The Knights of Labor (K of L), officially the Noble and Holy Order of the Knights of Labor, was the largest American labor movement of the 19th century, claiming for a time nearly one million members. It operated in the United States as well in Canada, and had chapters also in Great Britain and Australia. Terence V. Powderly was one of the most notable leaders of the organization as he was the leader during its rapid rise and decline. The Knights of Labor promoted the social and cultural uplift of the worker, and demanded the eight-hour day. In some cases it acted as a labor union, negotiating with employers, but it was never well organized or funded. It was notable in its ambition to organize across lines of gender and race and in the inclusion of both skilled and unskilled labor. It grouped all workers, regardless of occupation, into a single body. After a rapid expansion in the mid-1880s, it suddenly lost its new members and succumbed to a jurisdictional battle with the new American Federation of Labor. The Knights of Labor had served as the first mass organization of the working class in the United States.

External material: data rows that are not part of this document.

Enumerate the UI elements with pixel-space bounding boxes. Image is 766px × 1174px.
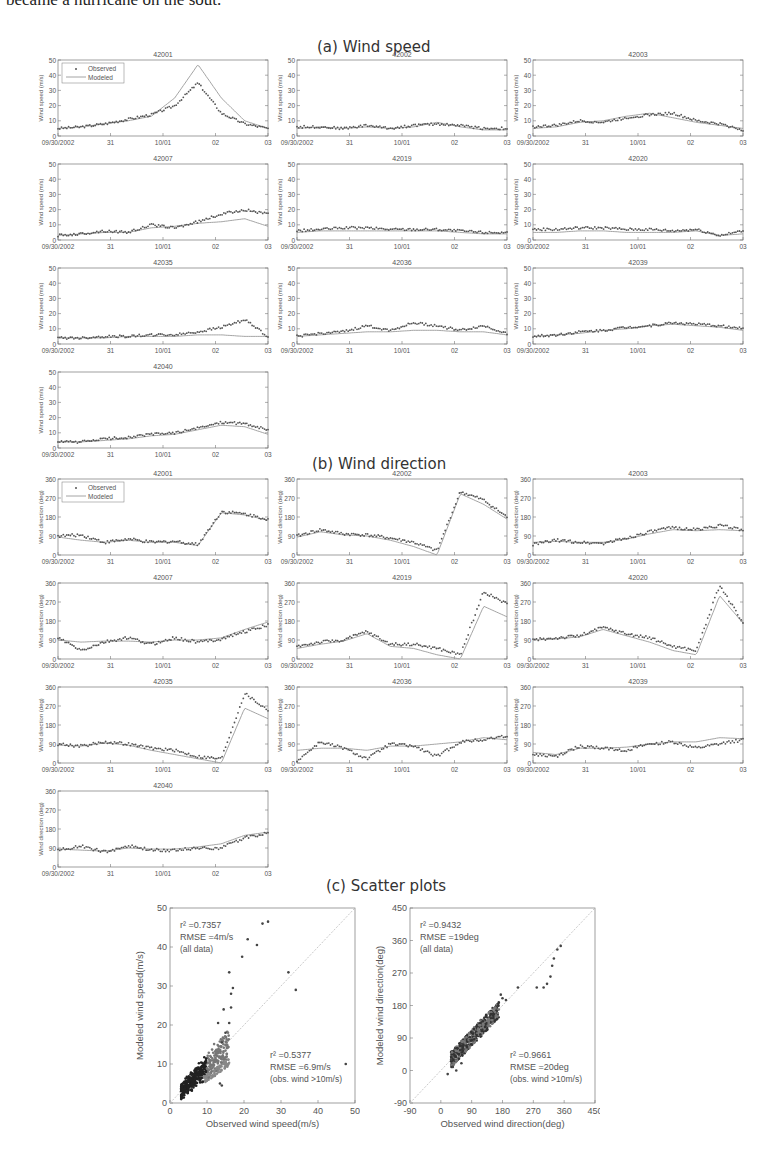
panel-42001: 4200109018027036009/30/20023110/010203Wi…: [32, 467, 272, 579]
y-axis-label: Wind speed (m/s): [277, 178, 283, 225]
y-axis-label: Wind direction (deg): [277, 490, 283, 544]
x-tick: 02: [212, 139, 220, 146]
x-tick: 02: [451, 243, 459, 250]
y-tick: 180: [284, 514, 295, 521]
x-tick: 10/01: [630, 139, 647, 146]
y-tick: 180: [45, 514, 56, 521]
subset-high-wind: (obs. wind >10m/s): [270, 1074, 342, 1084]
station-title: 42040: [153, 782, 173, 789]
y-tick: 90: [49, 637, 57, 644]
x-tick: 10/01: [155, 662, 172, 669]
y-tick: 360: [284, 476, 295, 483]
plot-frame: [533, 583, 743, 659]
y-tick: 20: [288, 206, 296, 213]
y-tick: 30: [49, 87, 57, 94]
y-tick: 40: [288, 280, 296, 287]
panel-42020: 4202009018027036009/30/20023110/010203Wi…: [507, 571, 747, 683]
x-tick: 02: [212, 451, 220, 458]
x-tick: 02: [687, 243, 695, 250]
scatter-wind-direction: -90-90009090180180270270360360450450Obse…: [370, 898, 600, 1168]
y-tick: 90: [288, 741, 296, 748]
y-tick: 20: [288, 102, 296, 109]
x-tick: 31: [346, 558, 354, 565]
x-tick: 31: [107, 139, 115, 146]
y-tick: 360: [45, 476, 56, 483]
x-tick: 09/30/2002: [517, 139, 550, 146]
x-tick: 02: [687, 139, 695, 146]
y-axis-label: Wind speed (m/s): [513, 282, 519, 329]
y-tick: 360: [284, 684, 295, 691]
panel-42019: 4201909018027036009/30/20023110/010203Wi…: [271, 571, 511, 683]
x-tick: 450: [587, 1106, 600, 1116]
x-tick: 10/01: [155, 347, 172, 354]
y-tick: 90: [288, 637, 296, 644]
y-tick: 20: [288, 310, 296, 317]
r2-high-wind: r² =0.5377: [270, 1050, 311, 1060]
plot-frame: [58, 372, 268, 448]
legend: ObservedModeled: [62, 63, 124, 83]
y-tick: 30: [288, 295, 296, 302]
y-tick: 10: [524, 221, 532, 228]
y-tick: 90: [49, 533, 57, 540]
y-axis-label: Wind direction (deg): [277, 698, 283, 752]
x-tick: 02: [687, 558, 695, 565]
x-tick: 31: [107, 243, 115, 250]
y-tick: 270: [284, 495, 295, 502]
x-tick: 09/30/2002: [42, 139, 75, 146]
station-title: 42036: [392, 259, 412, 266]
y-tick: 40: [524, 280, 532, 287]
x-tick: 31: [582, 347, 590, 354]
y-tick: 40: [288, 72, 296, 79]
y-axis-label: Wind direction (deg): [38, 490, 44, 544]
y-tick: 40: [49, 280, 57, 287]
y-axis-label: Wind speed (m/s): [38, 386, 44, 433]
panel-42003: 4200309018027036009/30/20023110/010203Wi…: [507, 467, 747, 579]
y-tick: 30: [288, 87, 296, 94]
subset-high-wind: (obs. wind >10m/s): [510, 1074, 582, 1084]
x-tick: 270: [526, 1106, 541, 1116]
y-tick: 30: [524, 87, 532, 94]
x-tick: 03: [739, 347, 747, 354]
panel-42002: 4200209018027036009/30/20023110/010203Wi…: [271, 467, 511, 579]
x-tick: 31: [346, 347, 354, 354]
y-tick: 40: [49, 72, 57, 79]
y-tick: 50: [524, 161, 532, 168]
x-tick: 02: [212, 870, 220, 877]
panel-42007: 420070102030405009/30/20023110/010203Win…: [32, 152, 272, 264]
y-tick: 270: [45, 599, 56, 606]
x-tick: 03: [264, 451, 272, 458]
y-tick: 180: [392, 1001, 407, 1011]
x-tick: 31: [107, 766, 115, 773]
rmse-all: RMSE =4m/s: [180, 932, 234, 942]
station-title: 42019: [392, 574, 412, 581]
x-tick: 02: [687, 662, 695, 669]
y-tick: 270: [284, 599, 295, 606]
plot-frame: [533, 687, 743, 763]
x-tick: 09/30/2002: [42, 558, 75, 565]
y-tick: 20: [524, 102, 532, 109]
y-tick: 90: [524, 533, 532, 540]
panel-42020: 420200102030405009/30/20023110/010203Win…: [507, 152, 747, 264]
station-title: 42002: [392, 51, 412, 58]
x-tick: 03: [739, 766, 747, 773]
x-tick: 20: [239, 1106, 249, 1116]
station-title: 42003: [628, 470, 648, 477]
y-tick: 180: [45, 618, 56, 625]
x-tick: 10: [202, 1106, 212, 1116]
y-tick: 180: [284, 722, 295, 729]
station-title: 42039: [628, 259, 648, 266]
panel-42039: 4203909018027036009/30/20023110/010203Wi…: [507, 675, 747, 787]
y-tick: 50: [524, 57, 532, 64]
panel-42036: 420360102030405009/30/20023110/010203Win…: [271, 256, 511, 368]
section-title-scatter-plots: (c) Scatter plots: [326, 877, 446, 895]
x-tick: 09/30/2002: [281, 558, 314, 565]
subset-all: (all data): [180, 944, 213, 954]
y-axis-label: Wind speed (m/s): [277, 282, 283, 329]
legend-modeled: Modeled: [88, 74, 113, 81]
y-tick: 40: [524, 72, 532, 79]
rmse-all: RMSE =19deg: [420, 932, 479, 942]
y-tick: 0: [402, 1066, 407, 1076]
y-tick: 90: [288, 533, 296, 540]
x-tick: 09/30/2002: [281, 766, 314, 773]
x-tick: 10/01: [394, 347, 411, 354]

Founded by Uriah Stephens on December 28, 1869, the Knights of Labor reached 28,000 members in 1880, and 100,000 in 1884. By 1886, it had nearly 800,000 members: 20% of all workers. Its frail organizational structure could not cope as charges of failure, violence, allegations, and backlash following the 1886 Haymarket Square riot battered it. Most members abandoned the movement in 1886–1887, leaving at most 100,000 members in 1890. Many opted to join groups that helped to identify their specific needs instead of the KOL which addressed many different types of issues. The Panic of 1893, the largest economic depression in US history at the time, ended the Knights of Labor's importance. While their national headquarters closed in 1917, remnants of the Knights of Labor survived until 1949, when the group's last 50-member local dropped its affiliation.